ABSTRACT

A poll conducted in an in-service training program for high school teachers in South Korea saw that 64.3 percent of the 28 respondents felt that training in curriculum design was irrelevant to them as teachers. When asked to elaborate, the fairly unified opinion was that it wasn’t their job to decide what to teach, which should be left to those who had a view of the larger picture. Only two of the remaining respondents felt strongly that it had a place in a teacher's education. In Korea, as in many countries around the world, education is governed by a national curriculum. Decisions regarding what children need to know and when it should be learned are made by a dedicated branch of the national government. Although not a universal model, national curricula are established in the United Kingdom, Japan, China, and many other countries. In Australia, education policies are made by the states or territories although a national curriculum may be adopted in the future. Education policies in the United States are also left to the states; even the hotly contested No Child Left Behind Act of 2001 (Meier & Wood, 2004), a piece of national legislation, allows standards to be set by the individual states. But in all these countries, education policy is the domain of elected or appointed officials. Teachers, then, are the executors of policy. While writings on curriculum design generally acknowledge that any teaching situation has constraints of various kinds, much of what is written applies largely to models where the instructor has a far greater degree of freedom than the public school teacher. Without accounting for the academic freedom associated with higher education, undergraduate programs, for example, are frequently the final step in English education for many learners, a situation that accords its own degree of freedom. By examining a government-published textbook and its implementation in a South Korean middle school classroom, this chapter examines this imbalance and discusses the limitations and the freedom of the teacher at the terminal end of the curriculum chain.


### Task statement
Since pictures do not belong in the copy, please repeat every record below exactly without them.

### Extracted entries
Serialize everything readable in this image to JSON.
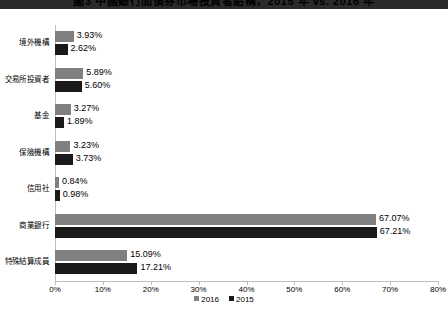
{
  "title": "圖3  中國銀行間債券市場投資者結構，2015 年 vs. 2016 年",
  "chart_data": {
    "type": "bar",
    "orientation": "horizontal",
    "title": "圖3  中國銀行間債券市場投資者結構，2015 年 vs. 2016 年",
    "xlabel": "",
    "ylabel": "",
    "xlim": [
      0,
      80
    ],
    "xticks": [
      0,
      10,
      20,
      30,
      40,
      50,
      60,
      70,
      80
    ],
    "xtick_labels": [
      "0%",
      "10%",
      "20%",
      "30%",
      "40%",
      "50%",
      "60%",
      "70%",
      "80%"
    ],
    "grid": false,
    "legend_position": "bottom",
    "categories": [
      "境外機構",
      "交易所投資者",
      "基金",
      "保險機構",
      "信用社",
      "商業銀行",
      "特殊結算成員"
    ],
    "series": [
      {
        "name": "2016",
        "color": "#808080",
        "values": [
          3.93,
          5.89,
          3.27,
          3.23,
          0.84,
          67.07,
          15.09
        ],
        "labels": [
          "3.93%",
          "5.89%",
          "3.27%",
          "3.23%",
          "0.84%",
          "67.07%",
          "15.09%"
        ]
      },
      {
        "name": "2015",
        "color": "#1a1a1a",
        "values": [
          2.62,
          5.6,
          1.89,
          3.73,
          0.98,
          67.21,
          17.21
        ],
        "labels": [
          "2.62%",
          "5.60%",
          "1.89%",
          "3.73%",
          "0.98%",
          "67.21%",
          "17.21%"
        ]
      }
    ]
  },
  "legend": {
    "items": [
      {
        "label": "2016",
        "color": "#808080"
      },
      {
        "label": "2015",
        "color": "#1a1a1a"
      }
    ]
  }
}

### Task response
Serialize everything readable in this image to JSON.
{
  "title": "圖3  中國銀行間債券市場投資者結構，2015 年 vs. 2016 年",
  "chart_data": {
    "type": "bar",
    "orientation": "horizontal",
    "title": "圖3  中國銀行間債券市場投資者結構，2015 年 vs. 2016 年",
    "xlabel": "",
    "ylabel": "",
    "xlim": [
      0,
      80
    ],
    "xticks": [
      0,
      10,
      20,
      30,
      40,
      50,
      60,
      70,
      80
    ],
    "xtick_labels": [
      "0%",
      "10%",
      "20%",
      "30%",
      "40%",
      "50%",
      "60%",
      "70%",
      "80%"
    ],
    "grid": false,
    "legend_position": "bottom",
    "categories": [
      "境外機構",
      "交易所投資者",
      "基金",
      "保險機構",
      "信用社",
      "商業銀行",
      "特殊結算成員"
    ],
    "series": [
      {
        "name": "2016",
        "color": "#808080",
        "values": [
          3.93,
          5.89,
          3.27,
          3.23,
          0.84,
          67.07,
          15.09
        ],
        "labels": [
          "3.93%",
          "5.89%",
          "3.27%",
          "3.23%",
          "0.84%",
          "67.07%",
          "15.09%"
        ]
      },
      {
        "name": "2015",
        "color": "#1a1a1a",
        "values": [
          2.62,
          5.6,
          1.89,
          3.73,
          0.98,
          67.21,
          17.21
        ],
        "labels": [
          "2.62%",
          "5.60%",
          "1.89%",
          "3.73%",
          "0.98%",
          "67.21%",
          "17.21%"
        ]
      }
    ]
  },
  "legend": {
    "items": [
      {
        "label": "2016",
        "color": "#808080"
      },
      {
        "label": "2015",
        "color": "#1a1a1a"
      }
    ]
  }
}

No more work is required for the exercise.